Film Edinburgh recorded a 20% uplift in the amount of filming in Edinburgh and south east Scotland in 2025
Paper first published in the Business Bulletin for the City of Edinburgh Council's Culture and Wellbeing Committee, May 2026
Filming The Education of Jane Cummings in Edinburgh's City Chambers
Film Edinburgh, the City of Edinburgh Council’s film office, promotes and facilitates filming in the City of Edinburgh and provides a film office service for our partner local authorities in East Lothian and the Scottish Borders. As such, Film Edinburgh has been tracking the ebbs and flows of filming across the south east of Scotland for the past 20+ years. In September 2025, Midlothian Council commissioned Film Edinburgh to provide its film office service which will extend reporting from 2026 onwards.
Film Edinburgh recorded an increase in the number of feature films, TV dramas, factual and entertainment TV shows and adverts filming in public and private locations across the region in 2025, with 253 productions across the region in 2025 compared to 210 productions in 2024. However, the number of days of filming fell to 536 in 2025 from 586 in 2024, with the consequence of direct spend from productions in 2025 being lower in 2025 than in 2024 at £8.5M spend in 2025 versus £23.2M in 2024.
In the City of Edinburgh, the number of filmed productions increased to 231 in 2025 from 186 in 2024. There were 470.5 filming days in Edinburgh in 2025 versus 441 in 2024. Direct spend from filming in the City of Edinburgh fell to £6.8M in 2025 compared to £18.8M in 2024. Revenue to the City of Edinburgh Council from film productions (location fees and service charges) amounted to £150,050 in 2025 compared to £206,245 in 2024.

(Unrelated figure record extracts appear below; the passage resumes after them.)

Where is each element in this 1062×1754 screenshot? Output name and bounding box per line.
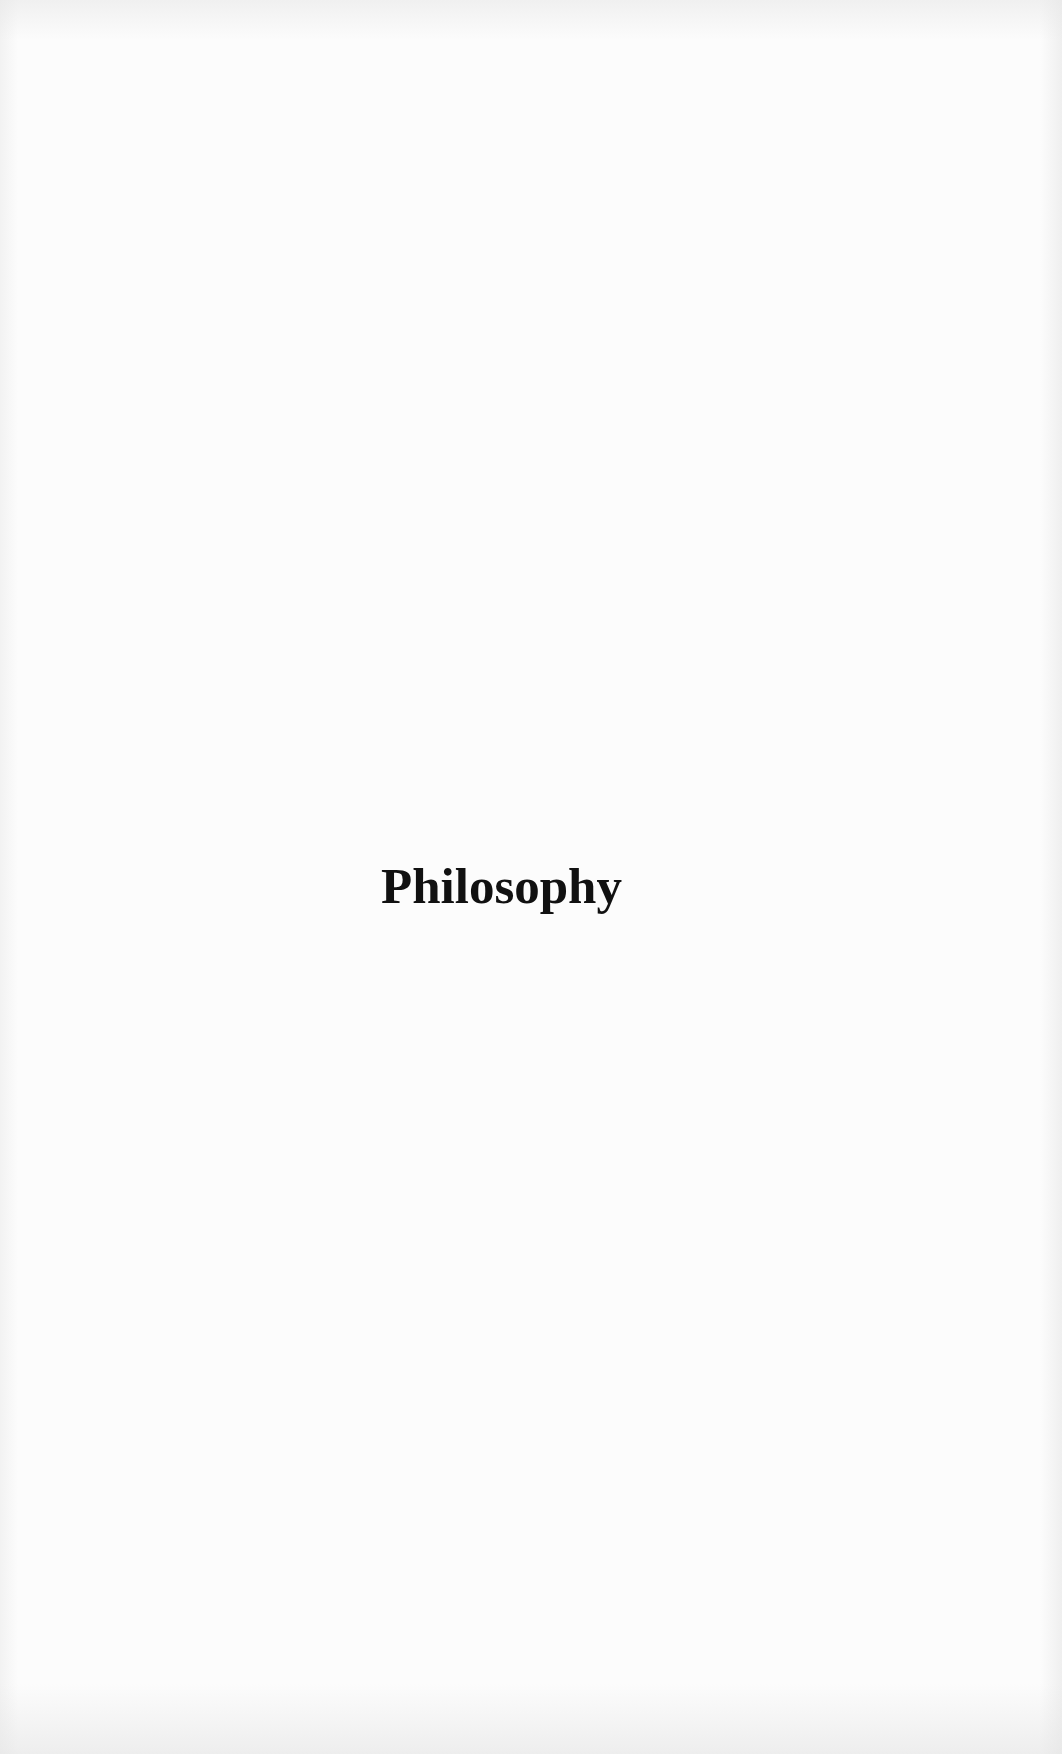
section-title: Philosophy — [0, 856, 1003, 916]
book-page: Philosophy — [0, 0, 1062, 1754]
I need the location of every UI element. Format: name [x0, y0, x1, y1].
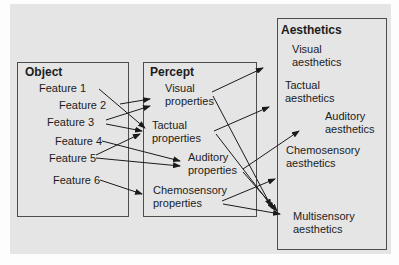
percept-box-title: Percept [150, 65, 194, 79]
feature-5-label: Feature 5 [49, 152, 96, 165]
feature-1-label: Feature 1 [39, 82, 86, 95]
figure-page: Object Feature 1 Feature 2 Feature 3 Fea… [0, 0, 399, 265]
visual-properties-label: Visual properties [165, 82, 214, 108]
tactual-aesthetics-label: Tactual aesthetics [285, 79, 335, 105]
chemosensory-aesthetics-label: Chemosensory aesthetics [286, 144, 360, 170]
chemosensory-properties-label: Chemosensory properties [153, 184, 227, 210]
tactual-properties-label: Tactual properties [152, 119, 201, 145]
auditory-properties-label: Auditory properties [188, 151, 237, 177]
feature-3-label: Feature 3 [47, 116, 94, 129]
object-box-title: Object [25, 65, 62, 79]
visual-aesthetics-label: Visual aesthetics [292, 43, 342, 69]
multisensory-aesthetics-label: Multisensory aesthetics [293, 210, 355, 236]
aesthetics-box-title: Aesthetics [281, 23, 342, 37]
feature-4-label: Feature 4 [55, 135, 102, 148]
feature-6-label: Feature 6 [53, 174, 100, 187]
auditory-aesthetics-label: Auditory aesthetics [325, 110, 375, 136]
feature-2-label: Feature 2 [59, 99, 106, 112]
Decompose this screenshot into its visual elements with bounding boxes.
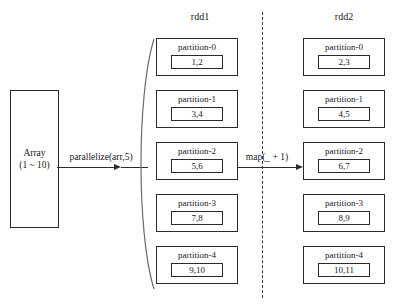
rdd1-grouping-brace bbox=[140, 38, 156, 290]
stage-divider bbox=[262, 12, 263, 298]
partition-value: 7,8 bbox=[171, 211, 223, 225]
partition-box: partition-3 8,9 bbox=[303, 194, 385, 232]
partition-box: partition-1 3,4 bbox=[156, 90, 238, 128]
column-header-rdd1: rdd1 bbox=[160, 11, 240, 23]
partition-label: partition-1 bbox=[178, 94, 216, 105]
map-arrow-line bbox=[238, 167, 296, 168]
partition-value: 1,2 bbox=[171, 55, 223, 69]
partition-label: partition-3 bbox=[178, 198, 216, 209]
parallelize-label: parallelize(arr,5) bbox=[56, 152, 146, 163]
partition-label: partition-2 bbox=[325, 146, 363, 157]
partition-box: partition-1 4,5 bbox=[303, 90, 385, 128]
partition-label: partition-4 bbox=[178, 250, 216, 261]
parallelize-arrow-tail bbox=[121, 167, 148, 168]
source-array-box: Array (1 ~ 10) bbox=[10, 90, 59, 228]
diagram-canvas: rdd1 rdd2 Array (1 ~ 10) parallelize(arr… bbox=[0, 0, 394, 304]
partition-label: partition-1 bbox=[325, 94, 363, 105]
parallelize-arrow-line bbox=[57, 167, 114, 168]
partition-box: partition-2 6,7 bbox=[303, 142, 385, 180]
partition-value: 5,6 bbox=[171, 159, 223, 173]
partition-box: partition-0 1,2 bbox=[156, 38, 238, 76]
partition-box: partition-4 10,11 bbox=[303, 246, 385, 284]
parallelize-arrow-head bbox=[114, 164, 121, 170]
partition-label: partition-4 bbox=[325, 250, 363, 261]
partition-label: partition-3 bbox=[325, 198, 363, 209]
partition-label: partition-0 bbox=[178, 42, 216, 53]
map-label: map(_ + 1) bbox=[236, 152, 298, 163]
partition-label: partition-0 bbox=[325, 42, 363, 53]
partition-value: 9,10 bbox=[171, 263, 223, 277]
partition-value: 3,4 bbox=[171, 107, 223, 121]
partition-box: partition-3 7,8 bbox=[156, 194, 238, 232]
partition-value: 6,7 bbox=[318, 159, 370, 173]
array-range-label: (1 ~ 10) bbox=[19, 159, 49, 171]
partition-box: partition-0 2,3 bbox=[303, 38, 385, 76]
partition-value: 2,3 bbox=[318, 55, 370, 69]
partition-value: 10,11 bbox=[318, 263, 370, 277]
partition-value: 4,5 bbox=[318, 107, 370, 121]
column-header-rdd2: rdd2 bbox=[304, 11, 384, 23]
partition-value: 8,9 bbox=[318, 211, 370, 225]
partition-box: partition-2 5,6 bbox=[156, 142, 238, 180]
partition-box: partition-4 9,10 bbox=[156, 246, 238, 284]
map-arrow-head bbox=[296, 164, 303, 170]
partition-label: partition-2 bbox=[178, 146, 216, 157]
array-name-label: Array bbox=[23, 147, 45, 159]
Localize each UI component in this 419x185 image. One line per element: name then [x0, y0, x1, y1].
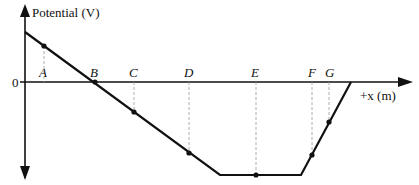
- y-axis-up-arrow-icon: [20, 4, 30, 17]
- y-axis-down-arrow-icon: [20, 166, 30, 180]
- point-label-a: A: [38, 65, 47, 80]
- point-label-b: B: [90, 65, 98, 80]
- zero-label: 0: [12, 75, 19, 90]
- x-axis-label: +x (m): [360, 88, 396, 103]
- point-label-c: C: [129, 65, 138, 80]
- point-label-f: F: [307, 65, 317, 80]
- y-axis-label: Potential (V): [32, 5, 100, 20]
- x-axis-arrow-icon: [398, 77, 413, 87]
- point-label-e: E: [250, 65, 259, 80]
- potential-diagram: Potential (V) +x (m) 0 A B C D E F G: [0, 0, 419, 185]
- point-label-g: G: [325, 65, 335, 80]
- point-label-d: D: [183, 65, 194, 80]
- data-points: [41, 43, 331, 177]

Feature film highlights included:
TV drama highlights included scenes for:
Factual (including factual entertainment) highlights included:
It is not unusual for film production to ebb and flow, as is evident in the statistics over the past 30 years (see Tables 1 -4). What is most prominent in the statistics is the impact of high-end TV drama and feature films on the direct spend figures. These types of drama productions hire upwards of 150 production crew for several months at a time, compared to a documentary crew which may need only 5-10 crew, or commercials with 20-40 crew. The decline in direct spend in Edinburgh in 2025 was as a result of high-end film and TV drama productions coming to the city and region only for a few days of location filming rather than choosing to base their productions in the region. It is reported that the streaming services (e.g. Amazon, Netflix, Apple) reduced commissions of scripted TV shows in the first half of 2025 while they reassessed strategies and that production budgets tightened , but we anticipate a busier year for production in the city in 2026.
Direct spend is the amount of money a production spends directly in the area and does not include GVA or other multipliers. Figures are provided by production companies or, where productions have not provided data, estimates derived from the average local production spend rate card published by Creative England and the British Film Institute (Olsberg SPI) .
Film Edinburgh’s production guide recorded 430 residents working as freelance production crew across genres in 2025, 133 local companies providing services to the film and television sector, and a further 56 production companies based in the area creating commercial content for clients around the world. Film Edinburgh continued to raise awareness of careers in the screen industries to young people through its ‘inspire’ programme in Edinburgh’s high schools which has been running for 3 years and is delivered by Screen Education Edinburgh.